Arika have been creating events since 2001. The Archive is space to share the documentation of our work, over 600 events from the past 20 years. Browse the archive by event, artists and collections, explore using theme pairs, or use the index for a comprehensive overview.
Two figureheads of the minimalist electronica pulse, Ikeda and Nicolai have been responsible for some of the most innovative and ground-breaking music of the last decade, redefining experimental electronica.
A guitar solo of frugal wringing, of notes in the dark, an attitude of making everything count.
A simple, gracefully bold set-up to allow Loïc to trace connections: of comments upon comments upon comments, of sounds next to sounds next to sounds.
Freeform Super 8mm documentation of Friday at Instal 06 by filmmaker Matt Hulse.
Two-parts Helhesten spit strangled shanties and cracked reeds from under a net of the Glasgow Improv Orchestra’s six-strings and one moustache.
Do art forms like black radical poetry, free jazz and improvisation create a space for the performance of freedom?

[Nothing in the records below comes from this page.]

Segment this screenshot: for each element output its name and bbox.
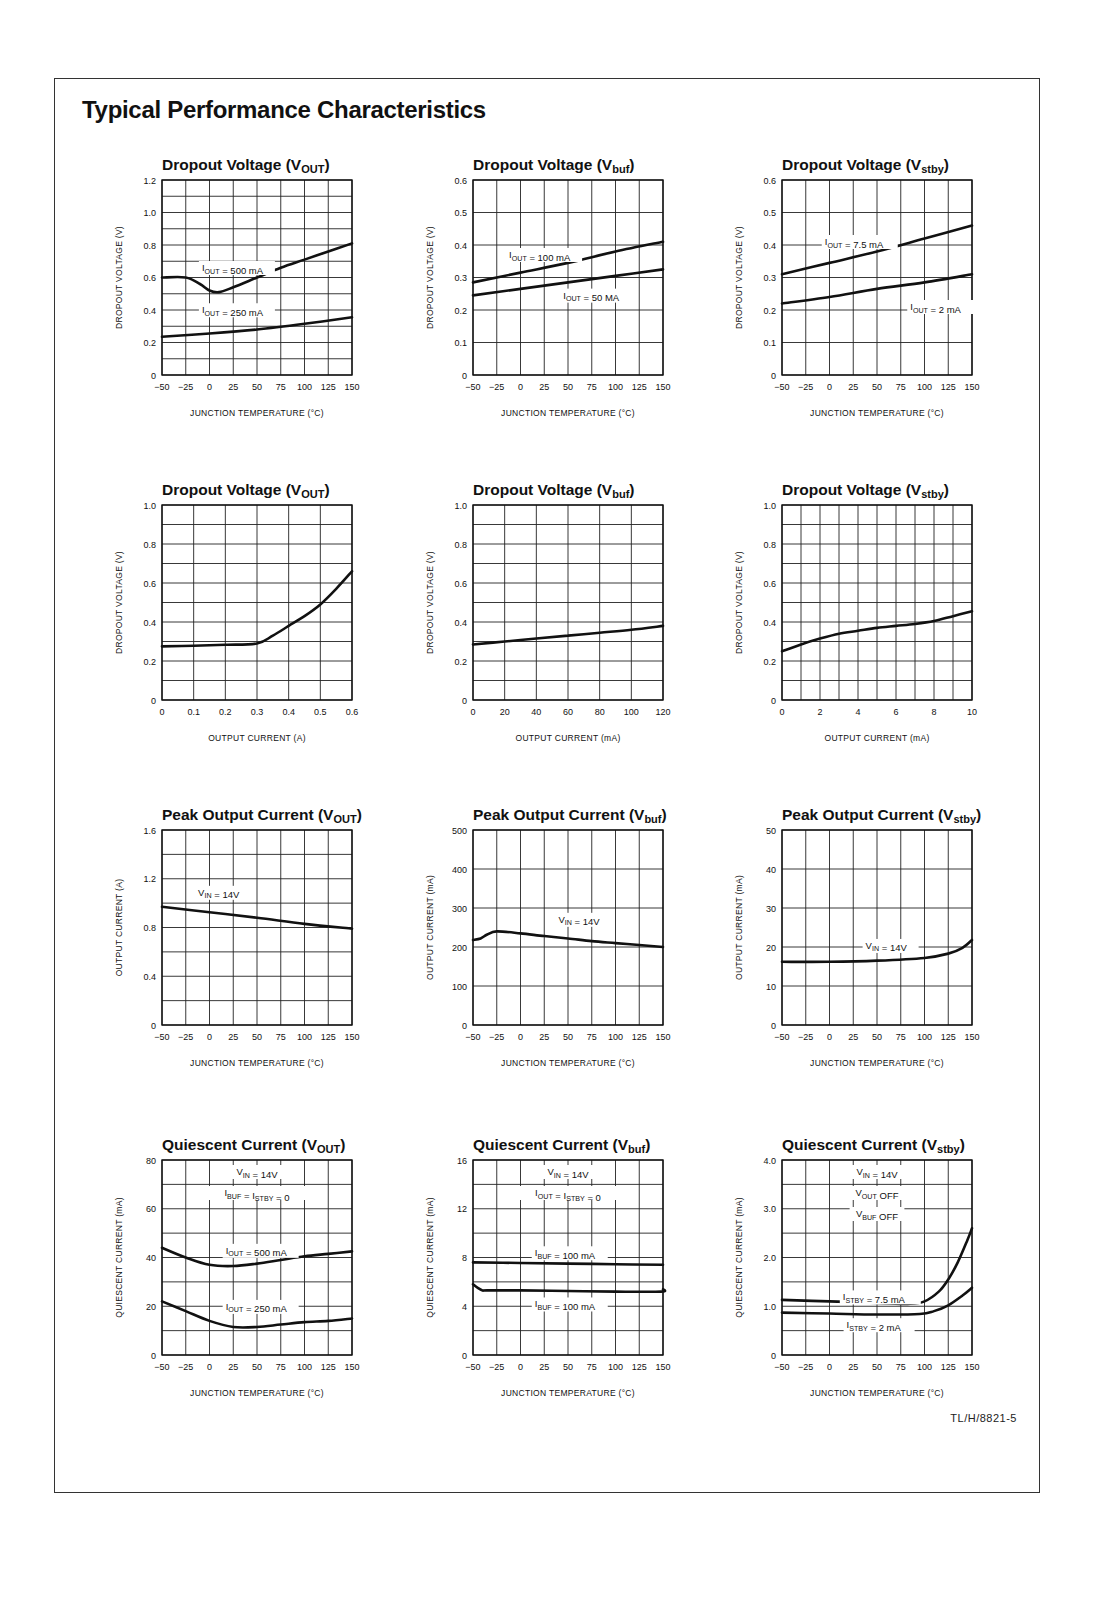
- svg-text:−50: −50: [774, 1362, 789, 1372]
- svg-text:0: 0: [462, 371, 467, 381]
- svg-text:JUNCTION TEMPERATURE (°C): JUNCTION TEMPERATURE (°C): [810, 1058, 944, 1068]
- svg-text:−25: −25: [178, 382, 193, 392]
- svg-text:0: 0: [771, 371, 776, 381]
- svg-text:120: 120: [655, 707, 670, 717]
- svg-text:1.6: 1.6: [143, 826, 156, 836]
- svg-text:OUTPUT CURRENT (A): OUTPUT CURRENT (A): [114, 879, 124, 977]
- svg-text:0: 0: [151, 371, 156, 381]
- svg-text:50: 50: [252, 1362, 262, 1372]
- svg-text:−50: −50: [154, 1362, 169, 1372]
- svg-text:125: 125: [632, 382, 647, 392]
- svg-text:10: 10: [967, 707, 977, 717]
- svg-text:0: 0: [779, 707, 784, 717]
- svg-text:100: 100: [297, 382, 312, 392]
- figure-code: TL/H/8821-5: [950, 1412, 1017, 1424]
- svg-text:100: 100: [297, 1032, 312, 1042]
- svg-text:−50: −50: [465, 1032, 480, 1042]
- svg-text:2: 2: [817, 707, 822, 717]
- svg-text:0.2: 0.2: [454, 657, 467, 667]
- svg-text:0: 0: [151, 1021, 156, 1031]
- svg-text:150: 150: [964, 382, 979, 392]
- svg-text:75: 75: [276, 382, 286, 392]
- svg-text:50: 50: [872, 1032, 882, 1042]
- svg-text:0: 0: [518, 1362, 523, 1372]
- svg-text:0.6: 0.6: [454, 579, 467, 589]
- svg-text:50: 50: [563, 1032, 573, 1042]
- svg-text:0.4: 0.4: [454, 618, 467, 628]
- chart-quiescent-vout: Quiescent Current (VOUT)020406080−50−250…: [110, 1130, 420, 1430]
- svg-text:OUTPUT CURRENT (mA): OUTPUT CURRENT (mA): [515, 733, 620, 743]
- svg-text:−25: −25: [489, 1032, 504, 1042]
- svg-text:0.6: 0.6: [143, 273, 156, 283]
- svg-text:125: 125: [321, 1032, 336, 1042]
- svg-text:−50: −50: [154, 1032, 169, 1042]
- svg-text:125: 125: [321, 1362, 336, 1372]
- chart-plot: 0100200300400500−50−250255075100125150JU…: [421, 800, 731, 1100]
- svg-text:100: 100: [608, 1032, 623, 1042]
- svg-text:JUNCTION TEMPERATURE (°C): JUNCTION TEMPERATURE (°C): [190, 408, 324, 418]
- svg-text:VIN = 14V: VIN = 14V: [856, 1166, 898, 1180]
- chart-plot: 00.40.81.21.6−50−250255075100125150JUNCT…: [110, 800, 420, 1100]
- svg-text:0: 0: [827, 1032, 832, 1042]
- svg-text:0: 0: [771, 1351, 776, 1361]
- chart-dropout-vbuf-temp: Dropout Voltage (Vbuf)00.10.20.30.40.50.…: [421, 150, 731, 450]
- svg-text:100: 100: [917, 382, 932, 392]
- svg-text:0.4: 0.4: [763, 241, 776, 251]
- svg-text:1.2: 1.2: [143, 176, 156, 186]
- chart-plot: 00.20.40.60.81.00246810OUTPUT CURRENT (m…: [730, 475, 1040, 775]
- svg-text:50: 50: [872, 1362, 882, 1372]
- svg-text:25: 25: [228, 382, 238, 392]
- svg-text:0.6: 0.6: [763, 176, 776, 186]
- svg-text:60: 60: [146, 1204, 156, 1214]
- svg-text:−50: −50: [154, 382, 169, 392]
- svg-text:0: 0: [518, 1032, 523, 1042]
- page-title: Typical Performance Characteristics: [82, 96, 486, 124]
- svg-text:0.4: 0.4: [454, 241, 467, 251]
- svg-text:1.0: 1.0: [143, 208, 156, 218]
- svg-text:100: 100: [624, 707, 639, 717]
- svg-text:80: 80: [595, 707, 605, 717]
- chart-plot: 00.10.20.30.40.50.6−50−25025507510012515…: [421, 150, 731, 450]
- svg-text:75: 75: [896, 382, 906, 392]
- svg-text:JUNCTION TEMPERATURE (°C): JUNCTION TEMPERATURE (°C): [810, 1388, 944, 1398]
- svg-text:0.6: 0.6: [454, 176, 467, 186]
- svg-text:QUIESCENT CURRENT (mA): QUIESCENT CURRENT (mA): [114, 1197, 124, 1318]
- svg-text:JUNCTION TEMPERATURE (°C): JUNCTION TEMPERATURE (°C): [190, 1058, 324, 1068]
- svg-text:50: 50: [252, 1032, 262, 1042]
- svg-text:0.8: 0.8: [143, 241, 156, 251]
- svg-text:0.8: 0.8: [763, 540, 776, 550]
- svg-text:60: 60: [563, 707, 573, 717]
- svg-text:−25: −25: [489, 382, 504, 392]
- svg-text:0.4: 0.4: [143, 972, 156, 982]
- svg-text:−25: −25: [178, 1032, 193, 1042]
- svg-text:JUNCTION TEMPERATURE (°C): JUNCTION TEMPERATURE (°C): [190, 1388, 324, 1398]
- svg-text:JUNCTION TEMPERATURE (°C): JUNCTION TEMPERATURE (°C): [501, 1388, 635, 1398]
- svg-text:0.5: 0.5: [314, 707, 327, 717]
- svg-text:OUTPUT CURRENT (mA): OUTPUT CURRENT (mA): [425, 875, 435, 980]
- svg-text:0: 0: [771, 696, 776, 706]
- svg-text:0.4: 0.4: [143, 306, 156, 316]
- svg-text:125: 125: [941, 1032, 956, 1042]
- svg-text:1.0: 1.0: [763, 501, 776, 511]
- svg-text:4: 4: [462, 1302, 467, 1312]
- svg-text:OUTPUT CURRENT (mA): OUTPUT CURRENT (mA): [824, 733, 929, 743]
- chart-plot: 01.02.03.04.0−50−250255075100125150JUNCT…: [730, 1130, 1040, 1430]
- svg-text:0: 0: [462, 1351, 467, 1361]
- svg-text:6: 6: [893, 707, 898, 717]
- svg-text:0.3: 0.3: [763, 273, 776, 283]
- svg-text:150: 150: [655, 1362, 670, 1372]
- svg-text:VIN = 14V: VIN = 14V: [547, 1166, 589, 1180]
- svg-text:100: 100: [297, 1362, 312, 1372]
- svg-text:20: 20: [146, 1302, 156, 1312]
- svg-text:0.4: 0.4: [763, 618, 776, 628]
- svg-text:−50: −50: [774, 382, 789, 392]
- chart-quiescent-vbuf: Quiescent Current (Vbuf)0481216−50−25025…: [421, 1130, 731, 1430]
- chart-dropout-vout-current: Dropout Voltage (VOUT)00.20.40.60.81.000…: [110, 475, 420, 775]
- svg-text:500: 500: [452, 826, 467, 836]
- svg-text:DROPOUT VOLTAGE (V): DROPOUT VOLTAGE (V): [114, 551, 124, 654]
- svg-text:200: 200: [452, 943, 467, 953]
- chart-peak-vstby: Peak Output Current (Vstby)01020304050−5…: [730, 800, 1040, 1100]
- svg-text:25: 25: [228, 1032, 238, 1042]
- svg-text:150: 150: [344, 1362, 359, 1372]
- svg-text:20: 20: [500, 707, 510, 717]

Did they ever? And can they still do so now?
When one calls a strike, who hears the call, who attunes and listens to it? How to listen to the call of a strike? What prevents one from hearing this call or stops one from listening to it?

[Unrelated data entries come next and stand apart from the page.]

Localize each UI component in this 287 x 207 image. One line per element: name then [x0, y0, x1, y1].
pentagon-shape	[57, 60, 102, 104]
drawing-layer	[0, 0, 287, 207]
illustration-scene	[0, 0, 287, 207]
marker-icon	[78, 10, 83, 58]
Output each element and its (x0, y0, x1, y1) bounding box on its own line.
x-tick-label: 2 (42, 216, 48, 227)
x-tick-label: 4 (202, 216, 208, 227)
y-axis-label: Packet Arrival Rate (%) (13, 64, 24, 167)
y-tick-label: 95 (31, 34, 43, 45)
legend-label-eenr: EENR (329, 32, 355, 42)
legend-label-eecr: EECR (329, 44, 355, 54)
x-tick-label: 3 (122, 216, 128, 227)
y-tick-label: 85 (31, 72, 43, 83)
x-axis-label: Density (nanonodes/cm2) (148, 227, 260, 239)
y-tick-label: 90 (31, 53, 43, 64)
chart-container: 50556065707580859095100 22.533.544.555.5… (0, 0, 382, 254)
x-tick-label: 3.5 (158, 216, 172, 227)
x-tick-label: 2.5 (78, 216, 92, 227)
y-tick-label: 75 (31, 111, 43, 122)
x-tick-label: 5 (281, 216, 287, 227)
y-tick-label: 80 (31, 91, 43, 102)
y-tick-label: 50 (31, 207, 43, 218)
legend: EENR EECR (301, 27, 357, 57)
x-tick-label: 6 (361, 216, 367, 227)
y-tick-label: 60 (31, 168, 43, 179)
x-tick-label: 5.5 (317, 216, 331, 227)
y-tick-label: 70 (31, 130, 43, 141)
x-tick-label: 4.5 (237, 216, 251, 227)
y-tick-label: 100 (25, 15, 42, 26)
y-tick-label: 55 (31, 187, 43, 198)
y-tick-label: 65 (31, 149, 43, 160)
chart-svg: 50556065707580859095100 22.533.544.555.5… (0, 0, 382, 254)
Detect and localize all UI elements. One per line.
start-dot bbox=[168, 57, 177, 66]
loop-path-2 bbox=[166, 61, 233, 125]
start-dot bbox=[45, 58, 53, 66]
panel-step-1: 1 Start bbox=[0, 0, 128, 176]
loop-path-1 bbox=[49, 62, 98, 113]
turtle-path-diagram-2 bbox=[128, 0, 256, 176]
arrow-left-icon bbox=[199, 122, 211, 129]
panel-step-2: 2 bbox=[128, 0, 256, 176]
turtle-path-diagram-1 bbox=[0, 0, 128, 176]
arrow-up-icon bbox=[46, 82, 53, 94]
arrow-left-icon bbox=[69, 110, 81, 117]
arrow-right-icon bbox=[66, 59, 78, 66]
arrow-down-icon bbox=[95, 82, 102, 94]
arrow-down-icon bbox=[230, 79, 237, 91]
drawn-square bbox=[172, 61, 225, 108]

A 3-day exploration – through performance, screenings and discussion – of the art and politics of wayward communities who refuse to be bound by the fictions of race and sex.

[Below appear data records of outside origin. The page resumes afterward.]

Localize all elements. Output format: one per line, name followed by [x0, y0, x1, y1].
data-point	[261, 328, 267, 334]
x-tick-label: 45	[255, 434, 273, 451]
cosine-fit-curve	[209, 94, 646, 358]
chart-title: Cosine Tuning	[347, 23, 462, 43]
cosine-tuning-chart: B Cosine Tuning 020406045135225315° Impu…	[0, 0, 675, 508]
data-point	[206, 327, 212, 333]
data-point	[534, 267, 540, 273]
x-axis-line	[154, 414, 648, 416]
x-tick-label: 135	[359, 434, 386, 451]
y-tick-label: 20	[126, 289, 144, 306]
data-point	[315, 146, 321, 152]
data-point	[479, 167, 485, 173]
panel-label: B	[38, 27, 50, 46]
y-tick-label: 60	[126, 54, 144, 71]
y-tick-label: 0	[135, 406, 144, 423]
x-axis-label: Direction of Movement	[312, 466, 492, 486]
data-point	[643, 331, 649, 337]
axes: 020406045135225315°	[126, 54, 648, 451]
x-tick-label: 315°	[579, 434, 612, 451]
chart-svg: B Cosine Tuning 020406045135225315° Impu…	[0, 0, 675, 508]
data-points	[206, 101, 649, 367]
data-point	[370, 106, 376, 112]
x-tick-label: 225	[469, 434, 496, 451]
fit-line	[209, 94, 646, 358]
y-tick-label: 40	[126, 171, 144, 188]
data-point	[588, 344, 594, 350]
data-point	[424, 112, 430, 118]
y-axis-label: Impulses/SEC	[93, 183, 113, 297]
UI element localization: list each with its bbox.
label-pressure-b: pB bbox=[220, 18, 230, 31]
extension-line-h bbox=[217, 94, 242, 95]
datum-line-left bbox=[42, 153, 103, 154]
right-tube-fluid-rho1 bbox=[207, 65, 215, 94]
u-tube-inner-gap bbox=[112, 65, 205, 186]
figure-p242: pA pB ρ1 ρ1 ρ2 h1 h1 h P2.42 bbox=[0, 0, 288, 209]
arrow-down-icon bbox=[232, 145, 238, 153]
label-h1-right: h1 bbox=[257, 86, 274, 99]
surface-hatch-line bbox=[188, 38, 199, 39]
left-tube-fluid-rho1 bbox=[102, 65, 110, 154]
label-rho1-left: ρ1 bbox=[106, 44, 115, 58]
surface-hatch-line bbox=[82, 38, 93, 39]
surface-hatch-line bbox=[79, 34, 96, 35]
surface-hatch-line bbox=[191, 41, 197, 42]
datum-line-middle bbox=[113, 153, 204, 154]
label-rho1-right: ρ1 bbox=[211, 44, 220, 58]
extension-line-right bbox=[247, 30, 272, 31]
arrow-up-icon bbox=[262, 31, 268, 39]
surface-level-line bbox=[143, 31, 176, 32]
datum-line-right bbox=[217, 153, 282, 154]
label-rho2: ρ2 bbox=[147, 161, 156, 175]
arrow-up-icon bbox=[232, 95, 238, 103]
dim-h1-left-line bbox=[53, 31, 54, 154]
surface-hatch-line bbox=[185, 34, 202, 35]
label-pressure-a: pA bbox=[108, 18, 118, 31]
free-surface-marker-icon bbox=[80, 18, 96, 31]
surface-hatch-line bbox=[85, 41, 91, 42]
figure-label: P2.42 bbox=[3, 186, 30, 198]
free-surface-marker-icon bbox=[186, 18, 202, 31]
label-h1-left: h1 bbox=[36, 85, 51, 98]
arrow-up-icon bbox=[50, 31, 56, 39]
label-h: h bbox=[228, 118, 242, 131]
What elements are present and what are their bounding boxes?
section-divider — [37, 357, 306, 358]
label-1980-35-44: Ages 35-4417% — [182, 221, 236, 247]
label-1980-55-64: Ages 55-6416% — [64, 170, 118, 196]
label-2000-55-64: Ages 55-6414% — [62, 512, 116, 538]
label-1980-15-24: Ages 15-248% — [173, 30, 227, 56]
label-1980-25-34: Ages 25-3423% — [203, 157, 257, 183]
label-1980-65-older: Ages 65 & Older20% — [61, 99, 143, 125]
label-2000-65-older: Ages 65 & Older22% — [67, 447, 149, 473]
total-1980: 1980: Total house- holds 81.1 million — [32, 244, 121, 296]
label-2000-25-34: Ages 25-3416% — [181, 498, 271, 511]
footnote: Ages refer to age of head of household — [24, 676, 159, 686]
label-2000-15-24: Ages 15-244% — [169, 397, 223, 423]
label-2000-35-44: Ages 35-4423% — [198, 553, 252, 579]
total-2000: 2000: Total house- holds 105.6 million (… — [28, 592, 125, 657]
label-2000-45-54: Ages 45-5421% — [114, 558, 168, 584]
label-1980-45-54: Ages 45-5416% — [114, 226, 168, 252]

Austrian guitarist who specialises in a warm digital deconstruction of guitar noise
Taku’s actions strip back musical performance to one of its original proposals: what is an action and how does it create a situation for spending time together, for paying attention?
Sadia Shirazi & Mezna Qato will discuss a series of scores that explore the texture and landscape of exile, resistance, and Muslim sociality. These instructional scores trouble the idea that art and activism are untouched by faith and faith is untouched by art and activism.
Three speakers play back pre-recorded sounds, Marc listens and responds: “What is played is the imperfect witness of what I listen to (or maybe better, how I listen).”